A work in constant progress (and occasional regress).
Featuring:
Florence Lawrence, Arthur V. Johnson
Directed by:
Harry Solter
Release Date:
March 20, 1911
Original Title:
Her Artistic Temperament
Ratings / Certifications:
N/A
A girl from the country writes glowing letters about life in the big city despite the fact that it's really been disastrous.
Flo was a country girl ambitious to become an artist. Her work was greatly admitted by her mother and father and a young man of the village, who admired Flo as well as her work. So Flo decided to go away to the city much to the regret of her parents and lover. Success did not come, but pride died hard, and she kept writing encouraging letters home. Her lover, fancying that the breach between then was widening, wrote that he was coming to visit her in the city. The girl shrank from having him see her poverty after the glowing letters which she had written. She took one of her pictures to a second-hand store and tried to exchange it for a dress. It happened that the proprietor of this store was an accomplice of a woman shoplifter and this woman had just come in. The police were on her trail and she gave the unsuspecting Flo the gown in exchange for the picture. When Flo arrived at her room she found her lover waiting for her. The police, led by this false clue, arrived almost at the same time. Then Flo confessed that she had not made a great success at painting and her lover took her back to home and happiness.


- [To do]:
Omit all images, then repeat exactly the lines below from the one containing "What elements are" through the one containing "Localize all elements.", both ends included.

- [Exercise data]:
----
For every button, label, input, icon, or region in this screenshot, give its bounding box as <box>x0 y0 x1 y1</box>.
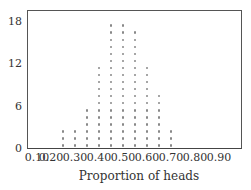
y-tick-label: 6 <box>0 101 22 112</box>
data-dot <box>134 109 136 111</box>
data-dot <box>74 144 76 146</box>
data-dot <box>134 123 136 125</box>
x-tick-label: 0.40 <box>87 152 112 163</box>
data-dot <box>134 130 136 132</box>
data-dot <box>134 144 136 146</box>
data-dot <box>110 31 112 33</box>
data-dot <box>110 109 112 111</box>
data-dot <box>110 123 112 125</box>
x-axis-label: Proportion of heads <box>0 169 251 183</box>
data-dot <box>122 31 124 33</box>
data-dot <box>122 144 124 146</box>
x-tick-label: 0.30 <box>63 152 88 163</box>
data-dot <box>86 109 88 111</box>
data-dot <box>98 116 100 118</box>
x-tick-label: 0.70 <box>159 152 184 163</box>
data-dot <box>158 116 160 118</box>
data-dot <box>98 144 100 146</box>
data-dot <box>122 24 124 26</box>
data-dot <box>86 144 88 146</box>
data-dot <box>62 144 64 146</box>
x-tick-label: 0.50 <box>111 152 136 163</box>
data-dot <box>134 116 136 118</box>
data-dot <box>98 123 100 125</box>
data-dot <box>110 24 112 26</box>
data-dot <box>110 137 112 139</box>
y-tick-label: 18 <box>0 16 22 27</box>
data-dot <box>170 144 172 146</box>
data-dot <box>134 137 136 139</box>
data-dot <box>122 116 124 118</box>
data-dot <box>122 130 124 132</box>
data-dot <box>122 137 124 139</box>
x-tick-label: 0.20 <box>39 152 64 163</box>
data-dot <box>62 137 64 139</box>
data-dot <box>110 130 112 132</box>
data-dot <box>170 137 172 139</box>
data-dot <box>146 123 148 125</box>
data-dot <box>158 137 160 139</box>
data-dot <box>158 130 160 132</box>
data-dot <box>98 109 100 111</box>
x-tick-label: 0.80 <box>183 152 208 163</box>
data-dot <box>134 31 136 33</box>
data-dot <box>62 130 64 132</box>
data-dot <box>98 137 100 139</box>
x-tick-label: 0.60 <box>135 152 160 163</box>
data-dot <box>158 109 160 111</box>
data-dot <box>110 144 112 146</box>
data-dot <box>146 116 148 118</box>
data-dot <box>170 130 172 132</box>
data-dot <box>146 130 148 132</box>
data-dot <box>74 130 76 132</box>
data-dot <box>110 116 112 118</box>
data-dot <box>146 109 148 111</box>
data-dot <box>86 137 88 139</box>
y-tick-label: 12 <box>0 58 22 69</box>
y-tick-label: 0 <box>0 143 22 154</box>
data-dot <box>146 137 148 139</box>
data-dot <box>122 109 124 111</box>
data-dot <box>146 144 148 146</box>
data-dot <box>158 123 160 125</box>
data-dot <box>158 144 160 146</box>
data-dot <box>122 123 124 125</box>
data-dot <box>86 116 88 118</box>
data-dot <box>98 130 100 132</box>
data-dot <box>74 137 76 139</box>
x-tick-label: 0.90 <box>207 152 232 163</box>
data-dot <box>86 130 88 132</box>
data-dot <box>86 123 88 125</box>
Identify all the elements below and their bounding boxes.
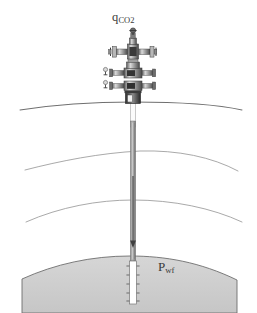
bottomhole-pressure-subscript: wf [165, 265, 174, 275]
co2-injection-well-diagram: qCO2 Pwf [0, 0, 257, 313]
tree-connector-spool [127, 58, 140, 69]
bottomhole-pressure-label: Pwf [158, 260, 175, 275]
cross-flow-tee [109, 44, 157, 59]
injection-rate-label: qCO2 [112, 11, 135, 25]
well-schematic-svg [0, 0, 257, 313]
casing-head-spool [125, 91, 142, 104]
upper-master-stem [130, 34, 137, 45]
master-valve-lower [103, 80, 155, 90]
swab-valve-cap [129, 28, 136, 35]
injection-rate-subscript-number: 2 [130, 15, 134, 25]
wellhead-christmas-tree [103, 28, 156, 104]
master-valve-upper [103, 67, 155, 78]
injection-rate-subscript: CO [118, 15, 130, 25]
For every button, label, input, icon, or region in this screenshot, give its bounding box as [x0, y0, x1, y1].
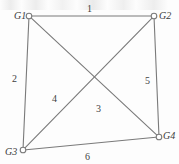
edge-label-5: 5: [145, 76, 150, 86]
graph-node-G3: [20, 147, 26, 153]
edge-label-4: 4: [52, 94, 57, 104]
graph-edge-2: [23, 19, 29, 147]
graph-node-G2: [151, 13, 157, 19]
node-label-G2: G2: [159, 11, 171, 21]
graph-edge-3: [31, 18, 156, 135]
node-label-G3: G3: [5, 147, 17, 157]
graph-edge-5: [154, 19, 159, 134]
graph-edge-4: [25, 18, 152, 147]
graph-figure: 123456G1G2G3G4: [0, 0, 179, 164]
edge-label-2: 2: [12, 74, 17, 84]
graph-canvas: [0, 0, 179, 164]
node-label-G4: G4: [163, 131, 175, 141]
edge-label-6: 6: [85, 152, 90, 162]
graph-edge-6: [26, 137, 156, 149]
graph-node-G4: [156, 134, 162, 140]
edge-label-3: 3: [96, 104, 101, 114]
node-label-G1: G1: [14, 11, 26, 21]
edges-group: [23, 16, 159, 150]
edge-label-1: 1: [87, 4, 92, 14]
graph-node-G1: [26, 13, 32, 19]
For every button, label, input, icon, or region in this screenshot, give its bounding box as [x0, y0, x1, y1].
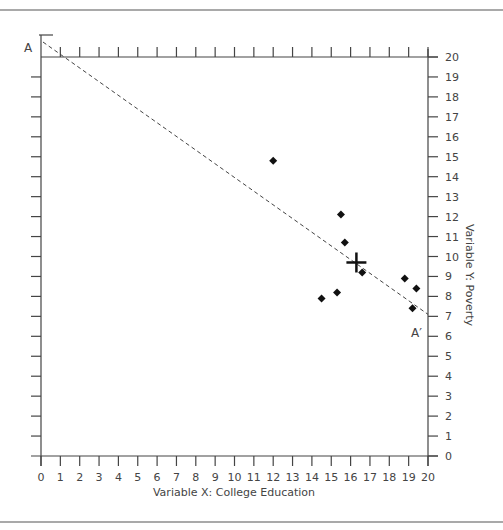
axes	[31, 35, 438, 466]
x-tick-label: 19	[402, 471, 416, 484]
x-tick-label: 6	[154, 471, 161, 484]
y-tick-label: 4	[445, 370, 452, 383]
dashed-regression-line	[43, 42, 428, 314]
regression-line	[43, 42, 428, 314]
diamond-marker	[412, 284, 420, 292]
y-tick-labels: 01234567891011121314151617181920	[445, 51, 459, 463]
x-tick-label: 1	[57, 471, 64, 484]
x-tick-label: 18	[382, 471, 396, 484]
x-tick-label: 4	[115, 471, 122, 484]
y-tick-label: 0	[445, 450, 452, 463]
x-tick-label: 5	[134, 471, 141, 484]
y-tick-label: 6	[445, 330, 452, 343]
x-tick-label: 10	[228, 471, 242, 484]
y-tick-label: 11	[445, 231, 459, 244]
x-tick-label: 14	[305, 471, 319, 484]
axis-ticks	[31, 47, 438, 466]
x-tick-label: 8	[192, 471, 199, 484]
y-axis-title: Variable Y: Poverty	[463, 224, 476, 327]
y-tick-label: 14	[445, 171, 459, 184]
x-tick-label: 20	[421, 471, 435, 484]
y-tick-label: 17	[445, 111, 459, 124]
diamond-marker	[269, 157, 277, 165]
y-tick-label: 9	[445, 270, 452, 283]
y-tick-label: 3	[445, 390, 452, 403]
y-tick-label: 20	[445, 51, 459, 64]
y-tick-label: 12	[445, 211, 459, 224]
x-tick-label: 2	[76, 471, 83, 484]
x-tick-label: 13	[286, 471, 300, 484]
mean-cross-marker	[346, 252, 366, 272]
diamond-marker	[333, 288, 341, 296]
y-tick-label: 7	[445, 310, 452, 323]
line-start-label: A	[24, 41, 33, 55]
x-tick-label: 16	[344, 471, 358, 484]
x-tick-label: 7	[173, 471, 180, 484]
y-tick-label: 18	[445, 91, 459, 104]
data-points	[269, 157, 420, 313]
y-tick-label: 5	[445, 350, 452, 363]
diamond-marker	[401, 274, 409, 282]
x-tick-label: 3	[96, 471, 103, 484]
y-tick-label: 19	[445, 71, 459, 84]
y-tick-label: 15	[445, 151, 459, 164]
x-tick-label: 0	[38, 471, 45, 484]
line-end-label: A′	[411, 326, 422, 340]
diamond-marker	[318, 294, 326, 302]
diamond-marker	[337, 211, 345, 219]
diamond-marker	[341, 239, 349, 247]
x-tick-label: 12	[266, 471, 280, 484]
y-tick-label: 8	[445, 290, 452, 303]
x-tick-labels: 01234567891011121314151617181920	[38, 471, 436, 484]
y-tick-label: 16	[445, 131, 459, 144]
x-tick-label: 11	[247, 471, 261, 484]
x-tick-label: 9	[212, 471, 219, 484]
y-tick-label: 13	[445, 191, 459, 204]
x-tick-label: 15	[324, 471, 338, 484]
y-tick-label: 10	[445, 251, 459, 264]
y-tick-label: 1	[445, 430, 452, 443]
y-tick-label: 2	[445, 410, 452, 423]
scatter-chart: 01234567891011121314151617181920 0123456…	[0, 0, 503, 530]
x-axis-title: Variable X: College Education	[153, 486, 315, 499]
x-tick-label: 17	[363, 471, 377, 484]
----
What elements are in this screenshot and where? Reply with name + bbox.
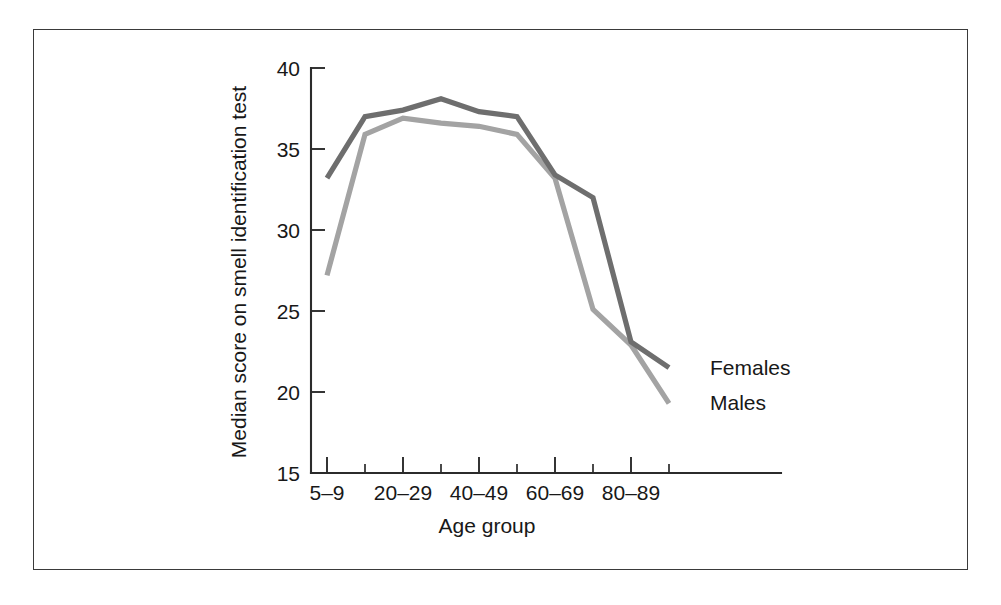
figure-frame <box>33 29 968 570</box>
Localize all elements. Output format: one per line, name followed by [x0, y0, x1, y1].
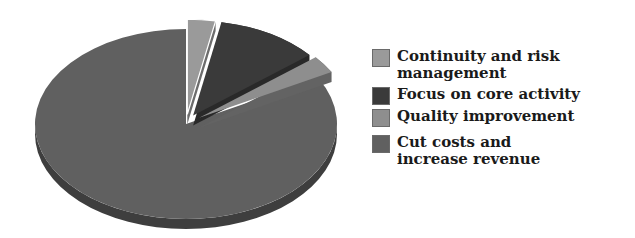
----
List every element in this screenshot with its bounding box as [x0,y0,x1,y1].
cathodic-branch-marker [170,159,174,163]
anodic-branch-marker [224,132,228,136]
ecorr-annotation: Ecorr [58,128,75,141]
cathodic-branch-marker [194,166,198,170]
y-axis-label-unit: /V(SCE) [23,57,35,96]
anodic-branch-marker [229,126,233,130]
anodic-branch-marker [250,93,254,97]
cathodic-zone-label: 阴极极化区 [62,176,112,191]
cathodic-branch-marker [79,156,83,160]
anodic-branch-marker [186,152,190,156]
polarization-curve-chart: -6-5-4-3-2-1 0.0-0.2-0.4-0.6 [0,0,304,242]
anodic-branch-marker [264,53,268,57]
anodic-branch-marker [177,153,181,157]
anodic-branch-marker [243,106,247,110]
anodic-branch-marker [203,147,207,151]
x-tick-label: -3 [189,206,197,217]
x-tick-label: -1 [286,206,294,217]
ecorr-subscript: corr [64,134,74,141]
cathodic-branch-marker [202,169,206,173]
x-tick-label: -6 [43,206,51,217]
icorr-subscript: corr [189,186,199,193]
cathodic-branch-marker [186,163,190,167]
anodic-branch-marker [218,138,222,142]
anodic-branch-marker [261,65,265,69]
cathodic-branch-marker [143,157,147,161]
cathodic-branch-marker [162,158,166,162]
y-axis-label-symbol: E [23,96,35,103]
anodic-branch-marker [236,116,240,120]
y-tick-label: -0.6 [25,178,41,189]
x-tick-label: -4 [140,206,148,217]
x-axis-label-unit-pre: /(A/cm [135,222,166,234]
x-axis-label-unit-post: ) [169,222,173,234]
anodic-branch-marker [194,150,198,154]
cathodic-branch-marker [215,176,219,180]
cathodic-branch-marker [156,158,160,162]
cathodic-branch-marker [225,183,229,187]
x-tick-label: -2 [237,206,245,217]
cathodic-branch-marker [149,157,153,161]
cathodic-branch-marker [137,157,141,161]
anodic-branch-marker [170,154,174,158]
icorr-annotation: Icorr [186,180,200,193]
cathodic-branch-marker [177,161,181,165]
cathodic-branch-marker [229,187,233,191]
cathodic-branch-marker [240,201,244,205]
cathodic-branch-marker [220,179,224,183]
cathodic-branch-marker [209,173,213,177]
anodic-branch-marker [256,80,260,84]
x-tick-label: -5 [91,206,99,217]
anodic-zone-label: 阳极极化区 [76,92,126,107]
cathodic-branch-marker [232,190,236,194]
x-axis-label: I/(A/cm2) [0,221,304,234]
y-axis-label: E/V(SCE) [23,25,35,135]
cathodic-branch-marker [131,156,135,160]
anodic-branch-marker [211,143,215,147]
----
- [Task answer]:
What elements are in this screenshot and where? Reply with name + bbox.
figure-frame <box>33 29 968 570</box>
Localize all elements. Output format: one per line, name followed by [x0, y0, x1, y1].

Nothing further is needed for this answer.